(Shimmy Marcus, 2012)
LiR were one of the many Dublin bands who swarmed in the city's clubs and bars in the 1980s and '90s, hoping to be - in commercial terms at least - the next U2.
It never happened, and Shimmy Marcus' film is partly an attempt to explain why. It's composed of a mix of archive footage - much of it vintage camcorder stuff, some taken from Irish tv - and contemporary interviews with the band members, now mainly pudgy and middle-aged in sharp contrast to their skinny youthful faces in the old photographs and clips. They trace a familar narrative of young boredom on the streets of Dublin's Donaghmede, a few failed attempts at starting a band, and the gradual rise to competence and local popularity. Dublin then was rife with kids in bands; a few great, some good, most pretty shocking.
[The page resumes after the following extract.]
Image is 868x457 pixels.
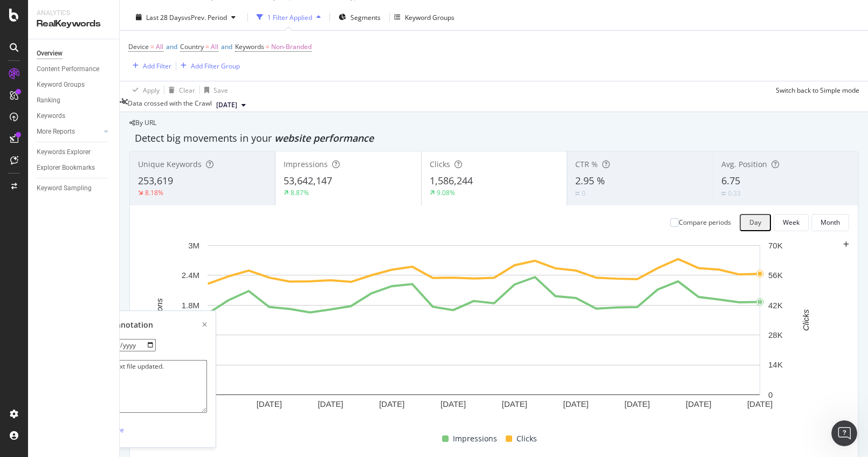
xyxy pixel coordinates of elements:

But the majority got record deals and made albums in London or the States, only to limp back home a few years later when fame and fortune refused to come calling. LiR, despite an impressive fanbase and their reputation as an awesome live act, failed to do so, and they still can't quite understand why.
And so the undercurrent is pronounced early on - this will ultimately be a story of a band of naive young men who believe they were let down and even exploited by their older, cannier manager. Eventually they will travel to America, where a series of grinding, mentally and physically exhausting tours and a record deal coincide with members leaving, managers quitting, lots of stress, and no success.
This is a question Marcus' funny, interesting film never really successfully grapples with: were LiR ever good enough? For all that the band members talk about how it was only the music that really mattered, only two songs are really lingered over and identified, and much of the rest, while well-played and nicely sung, sound pretty dull, which is how this Dublin boy remembers them. The only allusions to this possibility are an acknowledgement that Irish critics were unusually damning about the band - rejected delusionally by one band member in a rant about how much hate there is in such a small country - and their American Label boss claiming that they hated the first LiR record (resulting in a vastly different American version).
None of this prevents their story from being quietly compelling. They mostly make for charming, articulate interviewees in a very Dublin way, mixing earnest homilies about the joy of rock with cynical jokes about life on the road, and there is something quite touching about two old childhood friends roaming the drab suburban streets of their youth and sharing reminiscences, wondering where it all went and why it never quite worked out. Marcus uses his footage nicely, keeping a rambling story and large cast tight and ordered throughout.